SAP’s Cloud Migration Push: Higher On-Premise Cost and No New Features
- Team Delta
- Dec 2, 2023
- 2 min read
SAP is hiking up its on-premises support fees for the second consecutive year, while also cutting off its on-prem customers from future product innovations.
The company has been trying to lure its customers to the cloud with its Rise with SAP offering, which promises lower costs and faster access to new features. But for those who are still reluctant to make the switch, SAP has some bad news.

On a recent earnings call, SAP CEO Christian Klein announced that the company will only deliver its new innovations and capabilities in its public and private cloud platforms, using Rise with SAP as the gateway. He said that this will allow the company to deliver innovations with speed, agility, quality, and efficiency.
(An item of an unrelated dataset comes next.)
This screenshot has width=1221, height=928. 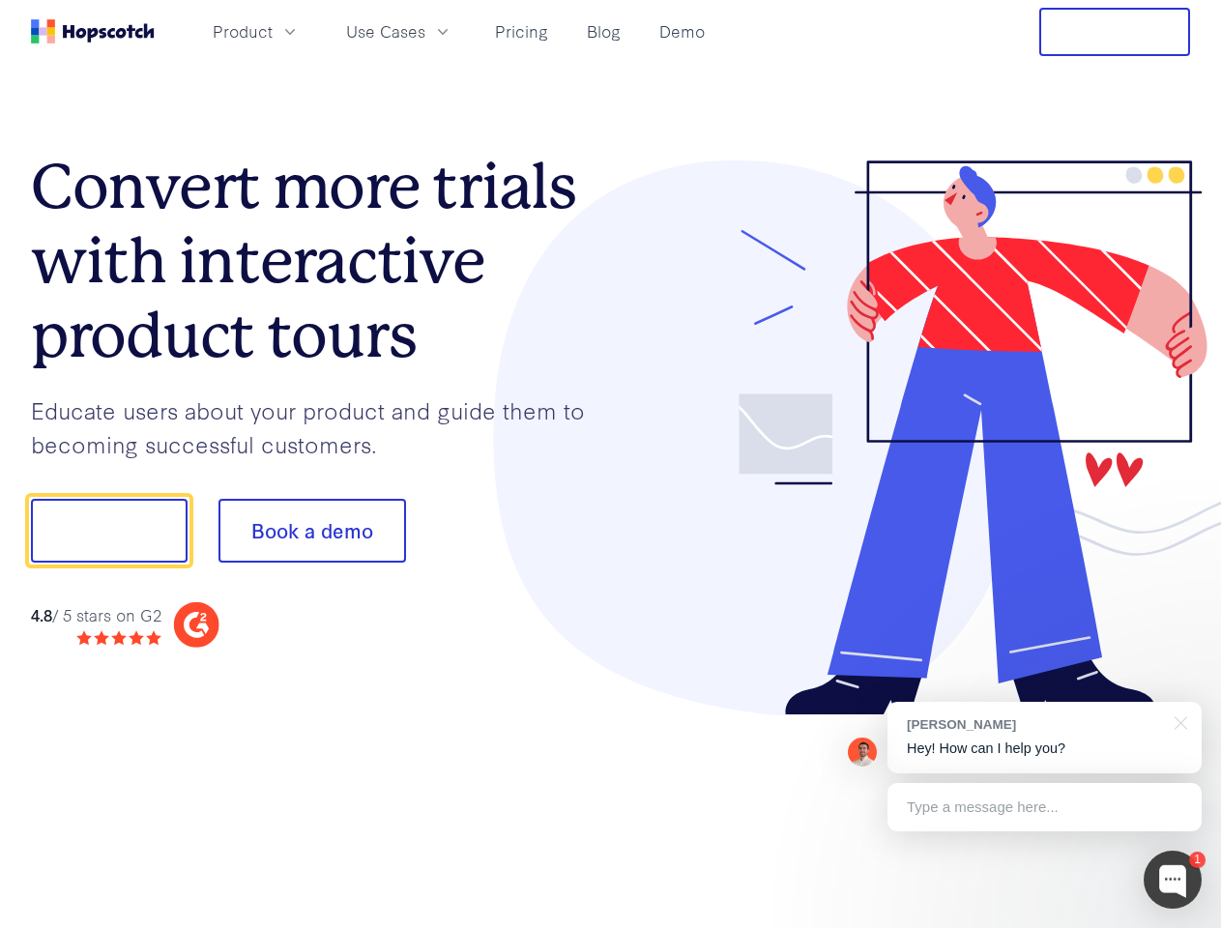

He also said that the company’s new innovations, such as new ERP functionalities, sustainability and carbon accounting solutions, and AI features, will not be available for on-premise or hosted on-premise ERP customers on hyperscalers which will cause SAP On-Premise Higher Cost.
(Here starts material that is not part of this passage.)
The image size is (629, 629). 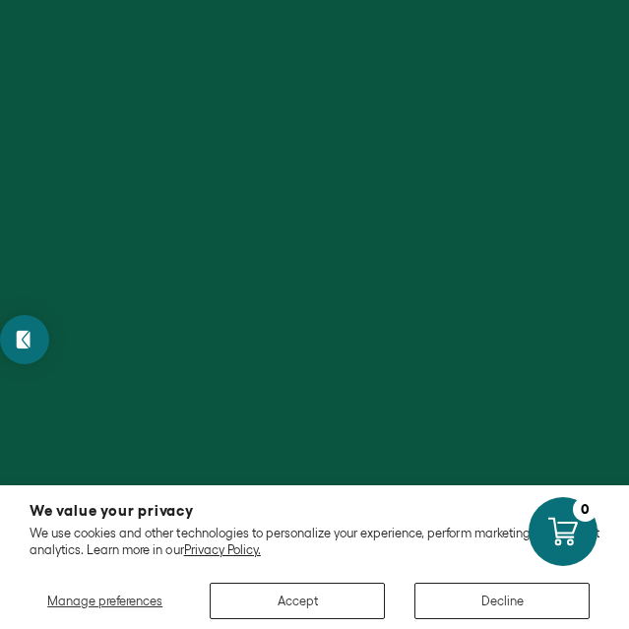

In addition to depriving on-prem customers of new features, SAP is also increasing the cost of support for them. After freezing the support prices for a decade, SAP raised them by the local consumer price index (CPI) rate, capped at 3.3%, in January 2023. Next year, it will do the same, but with a higher cap of 5%.
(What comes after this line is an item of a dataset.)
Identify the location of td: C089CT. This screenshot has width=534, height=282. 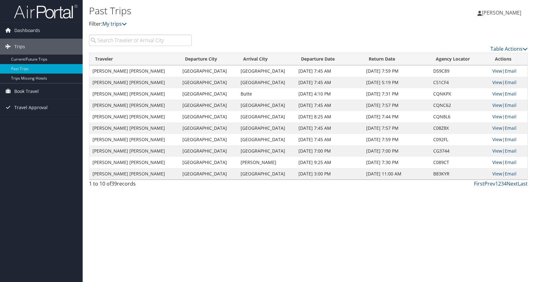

SAP justified the price increases by citing “current market conditions” with “still-high inflation rates.” However, this contradicts the fact that many countries are seeing a decline in their inflation rates compared to last year.
For example, the UK’s annual CPI inflation rate dropped from 9.4% in June 2022 to 7.9% in June 2023, after reaching a peak of 11.1% in October 2022. In Belgium, the average CPI inflation rate was 9.59% in 2022, but it is expected to fall to 3.9% in 2023.
And in the US, the CPI inflation rate for the 12 months to June 2023 was 3.0%, down from 9.1% a year earlier.
The price increases have angered some SAP users, especially those who are using on-prem versions of SAP. Thomas Henzler, a board member for licenses, service, and support, at the German-speaking SAP Users Group, DSAG, said that SAP is not providing enough value for its support and services, and that it is unfair to charge more while offering less.
He said that SAP’s products are moving to the cloud, where customers have to pay separately, and that this reduces the original range of functions and benefits. He said that on-premise customers cannot be increasingly cut off from new features and innovations while at the same time prices continue to rise.
He also said that customers have little choice and have to accept “the bitter pill” given the time it takes to migrate to the cloud.
SAP indicated that it will continue to raise its support prices annually, based on an “annual decision” it published in a statement titled Adjustment of SAP Support Fees in late July 2023.